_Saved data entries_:
☆ ☆ ☆ ☆ ☆ ☆ ☆
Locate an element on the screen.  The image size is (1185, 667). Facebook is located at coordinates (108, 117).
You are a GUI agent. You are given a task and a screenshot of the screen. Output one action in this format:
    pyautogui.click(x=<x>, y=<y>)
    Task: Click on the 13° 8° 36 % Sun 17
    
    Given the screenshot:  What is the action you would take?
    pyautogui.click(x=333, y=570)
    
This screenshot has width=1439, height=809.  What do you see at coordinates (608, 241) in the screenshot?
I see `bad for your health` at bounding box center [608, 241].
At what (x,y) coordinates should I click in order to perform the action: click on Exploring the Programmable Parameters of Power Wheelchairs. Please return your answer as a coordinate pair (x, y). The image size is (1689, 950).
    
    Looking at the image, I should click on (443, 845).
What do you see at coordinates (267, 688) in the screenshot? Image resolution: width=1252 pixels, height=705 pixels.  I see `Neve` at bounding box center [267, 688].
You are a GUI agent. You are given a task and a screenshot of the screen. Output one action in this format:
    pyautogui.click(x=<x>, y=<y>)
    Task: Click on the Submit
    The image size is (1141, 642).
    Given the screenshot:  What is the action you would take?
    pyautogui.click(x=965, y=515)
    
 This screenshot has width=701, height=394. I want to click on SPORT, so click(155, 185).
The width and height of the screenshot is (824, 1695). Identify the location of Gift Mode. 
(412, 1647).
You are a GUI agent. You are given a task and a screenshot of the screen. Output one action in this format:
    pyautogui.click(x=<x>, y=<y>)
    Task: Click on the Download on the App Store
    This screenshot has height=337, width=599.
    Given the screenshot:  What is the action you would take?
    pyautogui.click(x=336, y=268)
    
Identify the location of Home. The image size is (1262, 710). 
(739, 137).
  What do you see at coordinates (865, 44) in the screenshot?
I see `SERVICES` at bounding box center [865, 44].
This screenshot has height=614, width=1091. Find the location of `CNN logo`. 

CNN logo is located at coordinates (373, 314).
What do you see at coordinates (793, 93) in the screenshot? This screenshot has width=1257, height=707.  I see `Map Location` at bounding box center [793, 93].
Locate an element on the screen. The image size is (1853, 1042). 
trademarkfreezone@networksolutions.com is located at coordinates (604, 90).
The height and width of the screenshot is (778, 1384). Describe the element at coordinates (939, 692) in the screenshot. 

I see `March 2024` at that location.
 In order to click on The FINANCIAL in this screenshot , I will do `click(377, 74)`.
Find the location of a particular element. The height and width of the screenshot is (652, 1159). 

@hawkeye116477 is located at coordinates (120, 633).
☆ ☆ ☆ ☆ ☆ ☆ ☆
_Work instructions_: The records shown above are to be copied exactly, every one of them.

_Response to the exercise_:
Locate an element on the screen.  The image size is (1185, 667). Facebook is located at coordinates (108, 117).
You are a GUI agent. You are given a task and a screenshot of the screen. Output one action in this format:
    pyautogui.click(x=<x>, y=<y>)
    Task: Click on the 13° 8° 36 % Sun 17
    
    Given the screenshot:  What is the action you would take?
    pyautogui.click(x=333, y=570)
    
This screenshot has width=1439, height=809.  What do you see at coordinates (608, 241) in the screenshot?
I see `bad for your health` at bounding box center [608, 241].
At what (x,y) coordinates should I click in order to perform the action: click on Exploring the Programmable Parameters of Power Wheelchairs. Please return your answer as a coordinate pair (x, y). The image size is (1689, 950).
    
    Looking at the image, I should click on (443, 845).
What do you see at coordinates (267, 688) in the screenshot? Image resolution: width=1252 pixels, height=705 pixels.  I see `Neve` at bounding box center [267, 688].
You are a GUI agent. You are given a task and a screenshot of the screen. Output one action in this format:
    pyautogui.click(x=<x>, y=<y>)
    Task: Click on the Submit
    The image size is (1141, 642).
    Given the screenshot:  What is the action you would take?
    pyautogui.click(x=965, y=515)
    
 This screenshot has width=701, height=394. I want to click on SPORT, so click(155, 185).
The width and height of the screenshot is (824, 1695). Identify the location of Gift Mode. 
(412, 1647).
You are a GUI agent. You are given a task and a screenshot of the screen. Output one action in this format:
    pyautogui.click(x=<x>, y=<y>)
    Task: Click on the Download on the App Store
    This screenshot has height=337, width=599.
    Given the screenshot:  What is the action you would take?
    pyautogui.click(x=336, y=268)
    
Identify the location of Home. The image size is (1262, 710). 
(739, 137).
  What do you see at coordinates (865, 44) in the screenshot?
I see `SERVICES` at bounding box center [865, 44].
This screenshot has height=614, width=1091. Find the location of `CNN logo`. 

CNN logo is located at coordinates (373, 314).
What do you see at coordinates (793, 93) in the screenshot? This screenshot has width=1257, height=707.  I see `Map Location` at bounding box center [793, 93].
Locate an element on the screen. The image size is (1853, 1042). 
trademarkfreezone@networksolutions.com is located at coordinates (604, 90).
The height and width of the screenshot is (778, 1384). Describe the element at coordinates (939, 692) in the screenshot. 

I see `March 2024` at that location.
 In order to click on The FINANCIAL in this screenshot , I will do `click(377, 74)`.
Find the location of a particular element. The height and width of the screenshot is (652, 1159). 

@hawkeye116477 is located at coordinates (120, 633).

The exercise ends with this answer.